A moment later a team is counting down from five, and then Spencer is lifted, to be carried out of the wilderness on a portablegurney. Silas starts to follow alongside, pressing closely enough for his hip to collide with the edge of the orange plastic backboard, but then what about Cameron? There’s a good chance his younger son is nearby, isn’t there? He scans the forest, spinning in circles, torn.

“Go with Spencer,” Meg urges him, already trotting back toward the helicopter perched on its makeshift landing zone. “We’ll keep looking!”

He takes stock of the activity around him and realizes she’s right: teams are already being redivided and sent in various directions, and if the helo gets airborne again, the best place for him to be is by a radio. He runs to catch up with Spencer’s gurney.

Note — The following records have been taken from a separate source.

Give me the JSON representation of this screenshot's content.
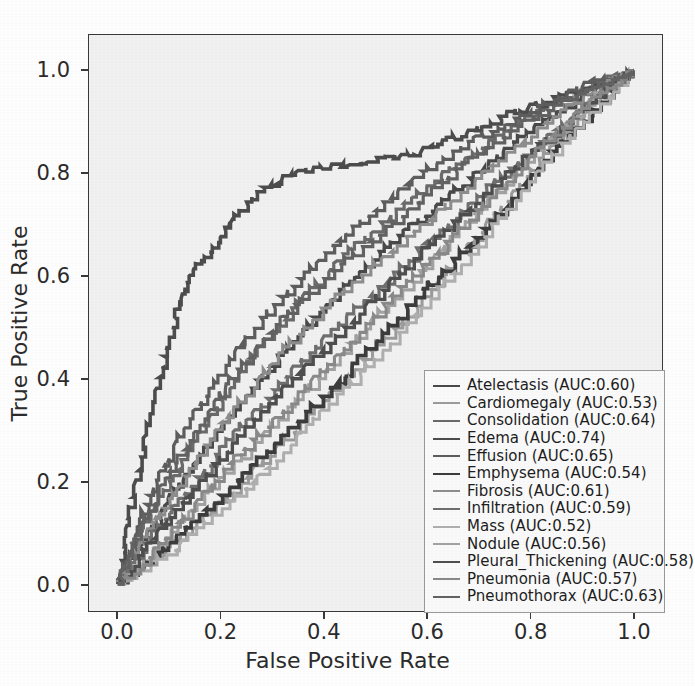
{
  "chart_data": {
    "type": "line",
    "title": "",
    "xlabel": "False Positive Rate",
    "ylabel": "True Positive Rate",
    "xlim": [
      0.0,
      1.0
    ],
    "ylim": [
      0.0,
      1.0
    ],
    "xticks": [
      "0.0",
      "0.2",
      "0.4",
      "0.6",
      "0.8",
      "1.0"
    ],
    "yticks": [
      "0.0",
      "0.2",
      "0.4",
      "0.6",
      "0.8",
      "1.0"
    ],
    "xtick_values": [
      0.0,
      0.2,
      0.4,
      0.6,
      0.8,
      1.0
    ],
    "ytick_values": [
      0.0,
      0.2,
      0.4,
      0.6,
      0.8,
      1.0
    ],
    "grid": false,
    "legend_position": "lower right",
    "plot_background": "#f2f2f2",
    "figure_background": "#ffffff",
    "series": [
      {
        "name": "Atelectasis",
        "auc": 0.6,
        "label": "Atelectasis (AUC:0.60)",
        "color": "#4a4a4a",
        "width": 2.0,
        "x": [
          0.0,
          0.02,
          0.05,
          0.08,
          0.1,
          0.14,
          0.18,
          0.22,
          0.26,
          0.3,
          0.34,
          0.38,
          0.43,
          0.47,
          0.52,
          0.57,
          0.62,
          0.67,
          0.72,
          0.78,
          0.84,
          0.9,
          0.95,
          1.0
        ],
        "y": [
          0.0,
          0.04,
          0.09,
          0.13,
          0.17,
          0.22,
          0.28,
          0.33,
          0.38,
          0.43,
          0.47,
          0.52,
          0.57,
          0.61,
          0.66,
          0.7,
          0.74,
          0.78,
          0.82,
          0.87,
          0.91,
          0.95,
          0.98,
          1.0
        ]
      },
      {
        "name": "Cardiomegaly",
        "auc": 0.53,
        "label": "Cardiomegaly (AUC:0.53)",
        "color": "#9c9c9c",
        "width": 1.8,
        "x": [
          0.0,
          0.03,
          0.07,
          0.12,
          0.17,
          0.22,
          0.28,
          0.34,
          0.4,
          0.46,
          0.52,
          0.58,
          0.63,
          0.68,
          0.73,
          0.78,
          0.83,
          0.88,
          0.93,
          0.97,
          1.0
        ],
        "y": [
          0.0,
          0.02,
          0.05,
          0.09,
          0.13,
          0.18,
          0.24,
          0.3,
          0.36,
          0.42,
          0.48,
          0.54,
          0.6,
          0.66,
          0.72,
          0.78,
          0.84,
          0.89,
          0.94,
          0.98,
          1.0
        ]
      },
      {
        "name": "Consolidation",
        "auc": 0.64,
        "label": "Consolidation (AUC:0.64)",
        "color": "#6b6b6b",
        "width": 1.9,
        "x": [
          0.0,
          0.02,
          0.04,
          0.07,
          0.1,
          0.13,
          0.17,
          0.21,
          0.25,
          0.3,
          0.35,
          0.4,
          0.45,
          0.51,
          0.57,
          0.63,
          0.69,
          0.75,
          0.81,
          0.87,
          0.93,
          1.0
        ],
        "y": [
          0.0,
          0.05,
          0.1,
          0.15,
          0.2,
          0.25,
          0.31,
          0.37,
          0.43,
          0.49,
          0.55,
          0.6,
          0.65,
          0.7,
          0.75,
          0.8,
          0.84,
          0.88,
          0.92,
          0.95,
          0.98,
          1.0
        ]
      },
      {
        "name": "Edema",
        "auc": 0.74,
        "label": "Edema (AUC:0.74)",
        "color": "#4d4d4d",
        "width": 2.1,
        "x": [
          0.0,
          0.01,
          0.02,
          0.04,
          0.06,
          0.08,
          0.1,
          0.12,
          0.14,
          0.17,
          0.2,
          0.23,
          0.27,
          0.32,
          0.38,
          0.45,
          0.52,
          0.58,
          0.63,
          0.68,
          0.74,
          0.8,
          0.86,
          0.92,
          0.97,
          1.0
        ],
        "y": [
          0.0,
          0.06,
          0.13,
          0.22,
          0.31,
          0.4,
          0.48,
          0.55,
          0.6,
          0.64,
          0.68,
          0.72,
          0.76,
          0.79,
          0.81,
          0.82,
          0.83,
          0.84,
          0.86,
          0.88,
          0.91,
          0.93,
          0.95,
          0.97,
          0.99,
          1.0
        ]
      },
      {
        "name": "Effusion",
        "auc": 0.65,
        "label": "Effusion (AUC:0.65)",
        "color": "#5e5e5e",
        "width": 1.9,
        "x": [
          0.0,
          0.02,
          0.04,
          0.06,
          0.09,
          0.12,
          0.16,
          0.2,
          0.24,
          0.29,
          0.34,
          0.39,
          0.44,
          0.5,
          0.56,
          0.62,
          0.68,
          0.74,
          0.8,
          0.86,
          0.92,
          1.0
        ],
        "y": [
          0.0,
          0.05,
          0.11,
          0.17,
          0.23,
          0.29,
          0.35,
          0.41,
          0.47,
          0.53,
          0.58,
          0.63,
          0.68,
          0.73,
          0.78,
          0.82,
          0.86,
          0.89,
          0.92,
          0.95,
          0.98,
          1.0
        ]
      },
      {
        "name": "Emphysema",
        "auc": 0.54,
        "label": "Emphysema (AUC:0.54)",
        "color": "#3d3d3d",
        "width": 2.2,
        "x": [
          0.0,
          0.04,
          0.09,
          0.14,
          0.2,
          0.26,
          0.32,
          0.38,
          0.44,
          0.5,
          0.56,
          0.62,
          0.68,
          0.74,
          0.79,
          0.84,
          0.89,
          0.94,
          0.98,
          1.0
        ],
        "y": [
          0.0,
          0.03,
          0.07,
          0.12,
          0.17,
          0.23,
          0.29,
          0.35,
          0.41,
          0.47,
          0.54,
          0.6,
          0.66,
          0.72,
          0.78,
          0.84,
          0.89,
          0.94,
          0.98,
          1.0
        ]
      },
      {
        "name": "Fibrosis",
        "auc": 0.61,
        "label": "Fibrosis (AUC:0.61)",
        "color": "#8e8e8e",
        "width": 1.8,
        "x": [
          0.0,
          0.02,
          0.05,
          0.08,
          0.12,
          0.16,
          0.2,
          0.25,
          0.3,
          0.35,
          0.41,
          0.47,
          0.53,
          0.59,
          0.65,
          0.71,
          0.77,
          0.83,
          0.89,
          0.95,
          1.0
        ],
        "y": [
          0.0,
          0.04,
          0.09,
          0.14,
          0.19,
          0.25,
          0.31,
          0.37,
          0.43,
          0.49,
          0.55,
          0.6,
          0.65,
          0.7,
          0.75,
          0.8,
          0.85,
          0.9,
          0.94,
          0.98,
          1.0
        ]
      },
      {
        "name": "Infiltration",
        "auc": 0.59,
        "label": "Infiltration (AUC:0.59)",
        "color": "#707070",
        "width": 1.9,
        "x": [
          0.0,
          0.03,
          0.06,
          0.1,
          0.14,
          0.19,
          0.24,
          0.29,
          0.34,
          0.4,
          0.46,
          0.52,
          0.58,
          0.64,
          0.7,
          0.76,
          0.82,
          0.88,
          0.94,
          1.0
        ],
        "y": [
          0.0,
          0.04,
          0.09,
          0.14,
          0.19,
          0.25,
          0.31,
          0.36,
          0.42,
          0.48,
          0.54,
          0.59,
          0.65,
          0.7,
          0.76,
          0.81,
          0.86,
          0.91,
          0.96,
          1.0
        ]
      },
      {
        "name": "Mass",
        "auc": 0.52,
        "label": "Mass (AUC:0.52)",
        "color": "#b0b0b0",
        "width": 1.8,
        "x": [
          0.0,
          0.05,
          0.11,
          0.17,
          0.23,
          0.29,
          0.35,
          0.41,
          0.47,
          0.53,
          0.59,
          0.65,
          0.71,
          0.77,
          0.83,
          0.89,
          0.95,
          1.0
        ],
        "y": [
          0.0,
          0.03,
          0.07,
          0.12,
          0.17,
          0.23,
          0.29,
          0.35,
          0.41,
          0.47,
          0.54,
          0.61,
          0.68,
          0.75,
          0.82,
          0.89,
          0.95,
          1.0
        ]
      },
      {
        "name": "Nodule",
        "auc": 0.56,
        "label": "Nodule (AUC:0.56)",
        "color": "#a3a3a3",
        "width": 1.8,
        "x": [
          0.0,
          0.04,
          0.08,
          0.13,
          0.18,
          0.24,
          0.3,
          0.36,
          0.42,
          0.48,
          0.54,
          0.6,
          0.66,
          0.72,
          0.78,
          0.84,
          0.9,
          0.96,
          1.0
        ],
        "y": [
          0.0,
          0.03,
          0.08,
          0.13,
          0.19,
          0.25,
          0.31,
          0.37,
          0.43,
          0.5,
          0.56,
          0.62,
          0.69,
          0.75,
          0.81,
          0.87,
          0.93,
          0.98,
          1.0
        ]
      },
      {
        "name": "Pleural_Thickening",
        "auc": 0.58,
        "label": "Pleural_Thickening (AUC:0.58)",
        "color": "#4f4f4f",
        "width": 2.0,
        "x": [
          0.0,
          0.03,
          0.07,
          0.11,
          0.16,
          0.21,
          0.26,
          0.32,
          0.38,
          0.44,
          0.5,
          0.56,
          0.62,
          0.68,
          0.74,
          0.8,
          0.86,
          0.92,
          0.97,
          1.0
        ],
        "y": [
          0.0,
          0.04,
          0.09,
          0.14,
          0.2,
          0.26,
          0.32,
          0.38,
          0.44,
          0.5,
          0.56,
          0.62,
          0.68,
          0.73,
          0.79,
          0.84,
          0.89,
          0.94,
          0.98,
          1.0
        ]
      },
      {
        "name": "Pneumonia",
        "auc": 0.57,
        "label": "Pneumonia (AUC:0.57)",
        "color": "#8a8a8a",
        "width": 1.8,
        "x": [
          0.0,
          0.04,
          0.08,
          0.13,
          0.18,
          0.23,
          0.29,
          0.35,
          0.41,
          0.47,
          0.53,
          0.59,
          0.65,
          0.71,
          0.77,
          0.83,
          0.89,
          0.95,
          1.0
        ],
        "y": [
          0.0,
          0.03,
          0.08,
          0.13,
          0.19,
          0.25,
          0.31,
          0.37,
          0.43,
          0.49,
          0.56,
          0.62,
          0.68,
          0.74,
          0.8,
          0.86,
          0.92,
          0.97,
          1.0
        ]
      },
      {
        "name": "Pneumothorax",
        "auc": 0.63,
        "label": "Pneumothorax (AUC:0.63)",
        "color": "#636363",
        "width": 1.9,
        "x": [
          0.0,
          0.02,
          0.04,
          0.07,
          0.1,
          0.14,
          0.18,
          0.22,
          0.27,
          0.32,
          0.37,
          0.43,
          0.49,
          0.55,
          0.61,
          0.67,
          0.73,
          0.79,
          0.85,
          0.91,
          0.96,
          1.0
        ],
        "y": [
          0.0,
          0.05,
          0.1,
          0.16,
          0.22,
          0.28,
          0.34,
          0.4,
          0.46,
          0.52,
          0.57,
          0.62,
          0.67,
          0.72,
          0.77,
          0.82,
          0.86,
          0.9,
          0.93,
          0.96,
          0.98,
          1.0
        ]
      }
    ]
  }
}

He continues to talk to his son nonstop the entire way back to the staging area, despite still receiving very little in response. He strokes Spencer’s head, sweeping the hair away from his closed eyes, and tells him he’s loved, and safe, and that soon he’ll be warm and fed. He tells him to simply breathe, and once, maybe twice more, Spencer blinks in response, his throat working as though struggling to swallow. Silas shouts for water, but his demands are denied; Spencer’s core temperature is too high a risk. Ingesting the cold liquid will only further deplete his son’s waning reserve of energy, Santos explains.

Halfway back to the staging area, the sound of the R22’s rotors thunders overhead. The promised second sweep. Silas cranes his neck to catch a glimpse of Meg in the spotter position.

“They’ll do a focused search of this square mile,” Santos tells him.

Others nod in approval as Silas swallows a hard lump that’s formed in his throat. It’s either hope or dread, or an awful mixture of both. In the hollow space left behind, he finally builds the nerve necessary to ask Spencer the direct question everyone needs to hear. Because what if he knows the answer?

He wills his voice not to break. “Do you know where Cameron is, son?”

Spencer’s dry lips close together in a repeat of one syllable—Cam—and everyone halts with bated breath. Silas leans nearly prone over thegurney, but Spencer says nothing further. Perhaps his few stirrings of consciousness are simply due to the jostling of the gurney. Perhaps his whisper of his brother’s name is nothing more than the slight loll of his small head from one side to the other as they navigate the rough terrain, the board pitching forward or back depending on the grade of the earth beneath their boots or the severity of the incline.

But then: “Cam?” Spencer murmurs again, with confusion, and Silas’s heart threatens to beat right out of his ribcage.

“Yes, Cam.” He presses in close to Spencer’s dry, cracked, cold lips. “Do you remember where he is?”

Spencer’s small mouth turns down at the corners, just slightly, like he might begin to cry, if he had the energy. Silas thinks he shakes his head, though the slight movement could be just more jostling.

“We’ll find him,” Silas promises, heart breaking. “You just rest.”